A greenhouse is a welcoming place to  bring together people - and plants - from Asia, Africa and America.

The greenhouse at Bowling Green Housing Authority is vibrant with the shiny leaves of butterhead and romaine lettuce, and beans with bright magenta shells.

On a recent spring day, Angele Niyonzima was in the greenhouse planting seeds in small trays.

“It’s almost times to grow, so we come here to start getting ready,” she said. 

Niyonzima was raised in Burundi until she was 14. Then she was in a refugee camp for 10 years in the Central African Republic. She’s 38 years old, has lived in Bowling Green for 14 years, and works at Dart Container in Horse Cave.

Some of the seeds she’s been planting are common to both America and Africa, such as eggplant, pumpkin, some beans and sweet potato.

Niyonzima said there are more edible parts of the plants than are usually eaten in the U.S.

“Like sweet potato, we like that because we eat the leaves," said said. "And the pumpkin leaves. Pumpkin, we like the leaves.”

She said she can’t find those leaves in stores here and she likes to steam or sautethe fresh leaves or use them in a sauce. 

Credit Rhonda J. Miller
Steve Anderson, Farm Manager for the Bowling Green Housing Authority, manages the greenhouse.

Niyonzima coordinates planting with Bowling Green Housing Authority Farm Manager Steve Anderson. He points out one of his favorites - a showstopper - the magenta shell bean with an understated name. 

“They call it red bean. You see I’ve trellised one. They call it KuBaySae. It is a pea," said Anderson. "So, you see we have green ones and red ones.”

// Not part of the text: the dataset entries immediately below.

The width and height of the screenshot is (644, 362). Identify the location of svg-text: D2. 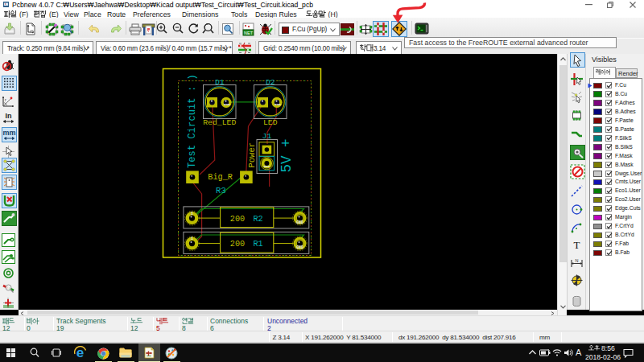
(270, 82).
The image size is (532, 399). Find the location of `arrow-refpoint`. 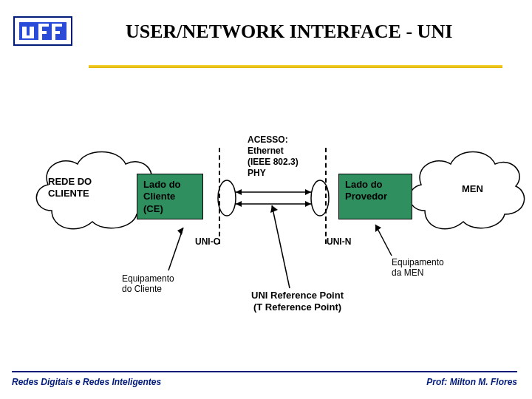

arrow-refpoint is located at coordinates (281, 245).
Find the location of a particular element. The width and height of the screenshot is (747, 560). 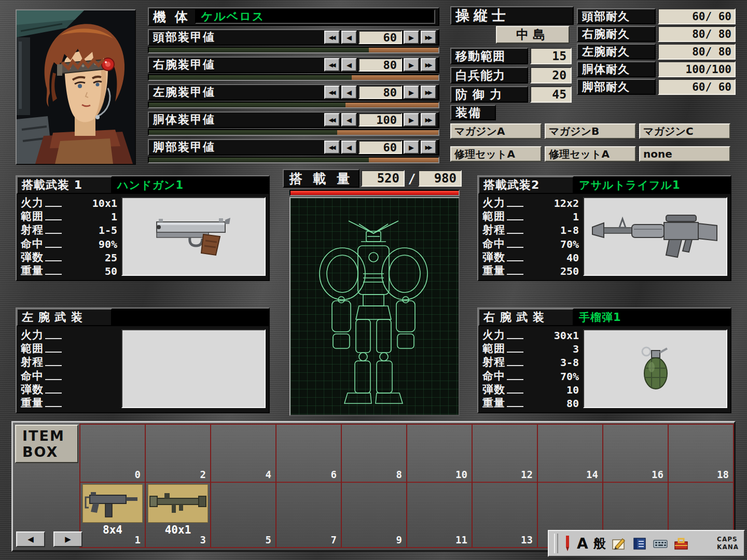

weapon-panel-title: 右 腕 武 装 is located at coordinates (526, 317).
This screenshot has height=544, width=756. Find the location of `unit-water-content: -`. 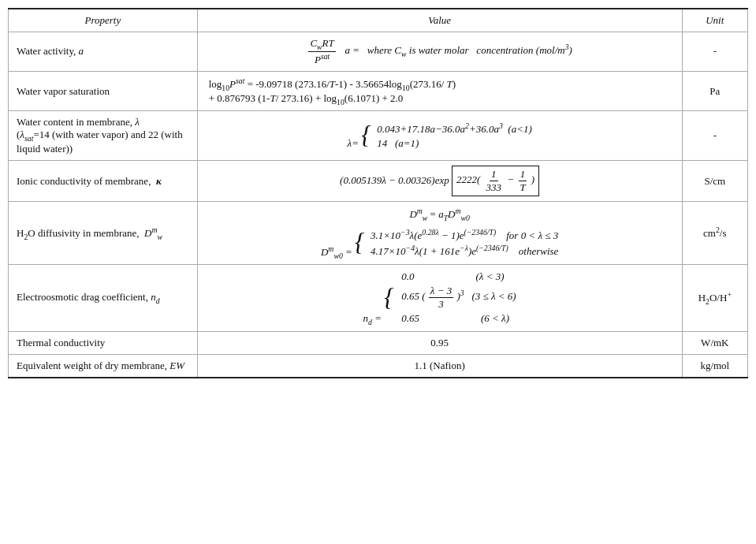

unit-water-content: - is located at coordinates (714, 136).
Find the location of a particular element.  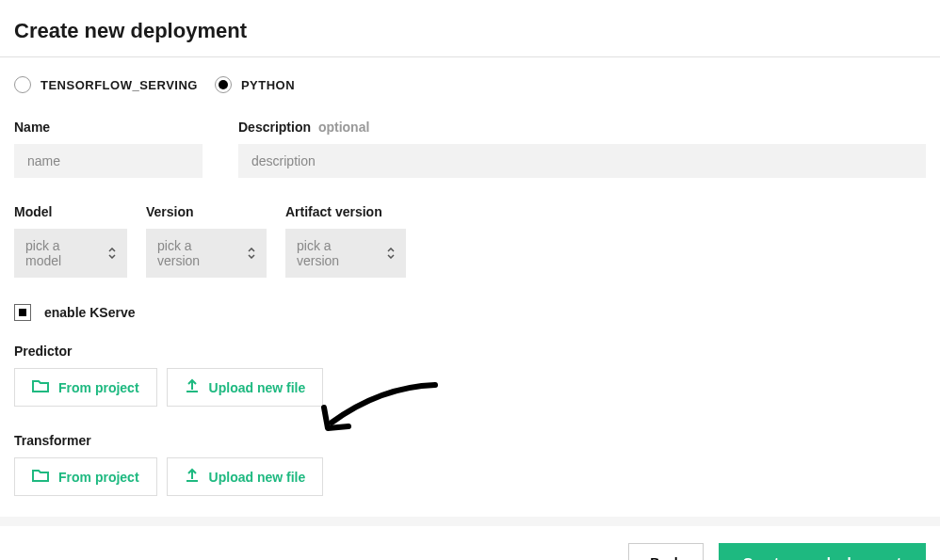

enable-kserve-checkbox is located at coordinates (23, 312).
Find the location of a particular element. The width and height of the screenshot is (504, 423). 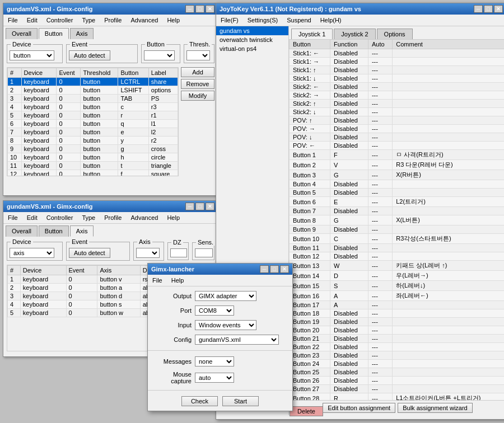

gimx1-menu-type: Type is located at coordinates (88, 20).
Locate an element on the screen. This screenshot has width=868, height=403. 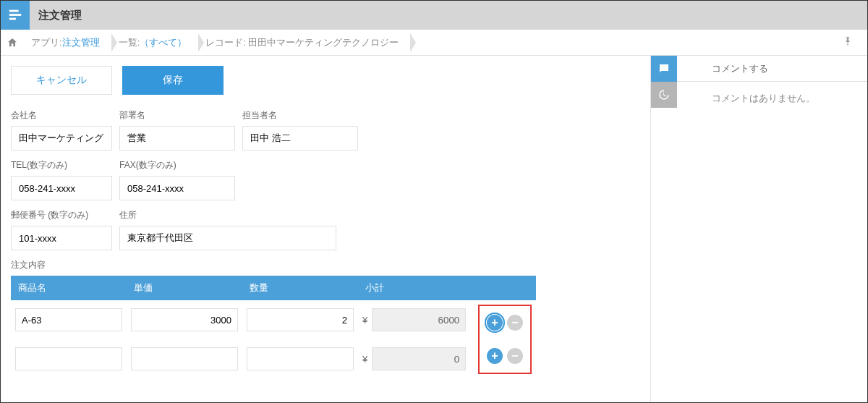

Those red beans are native to southeast Asia and are popular among the Karenni, one of the small ethnic groups located in Burma,” said Anderson.

Many of the specialty crops are planted and harvested by refugees for their families, with some also put on sale to the community. 

“Yes, we do sell it to bring money in," said Anderson. "Last year we raised 5,000 tabasco pepper plants and sold quite a bit of them.”

April Memeh is also in the greenhouse and she’s already planted one tray of tabasco seeds. Now she’s starting on a new tray of a different kind of spice. She said it's called 'Thai chili.'

“I like it better than tabasco," she said. "Tabasco is too hot."

April Memeh, left, and her sister, Sue Memeh, plant seeds at the Bowling Green Housing Authority greenhouse.

Memeh was born in Burma, but raised from the age of two in a refugee camp in Thailand. She’s 28 and has lived in Bowling Green for 10 years.

She said many plants common to southeast Asia are being grown in the greenhouse.

Watercress," said Memeh.

Anderson said he calls it Thai water spinach.

"I think you all call it spinach, but we call it watercress. You can eat it raw. You can make salad out of it or you can also cook as a soup,” said Memeh.

She points out other plants in the greenhouse that are frequently used in Asian cultures.

“Yes, we planted lemongrass over there,” she said.  

Memeh said she thinks it’s important to have these kinds of vegetables here, ones that are common in Thailand and other home countires of the refugees.

“Because we have a lot of community that eats this kind of food. And it grows pretty good here,"said Memeh. "So local food, but at the same time they get to enjoy the food that they used to eat, you know.”

Anderson said planting side-by-side with refugees is more than just a job for him.. 

He’s a registered nurse who had to give up that career after a back injury. 

“And someone just said, OK if money’s not an object, if you could do whatever you wanted to, what would you do? recalls Anderson. "And I felt my calling to serve refugees and connect people with real food, good food, so….”

So, Steve Anderson is cheerfully living that “calling.”  

He and the refugees will transplant the sprouts to the adjoining 40-acre farm in May. The vegetables common to Africa and Asia are now local crops.

The plants connect the Kentucky community and the refugees through a universal language of friendship - good, fresh, real food.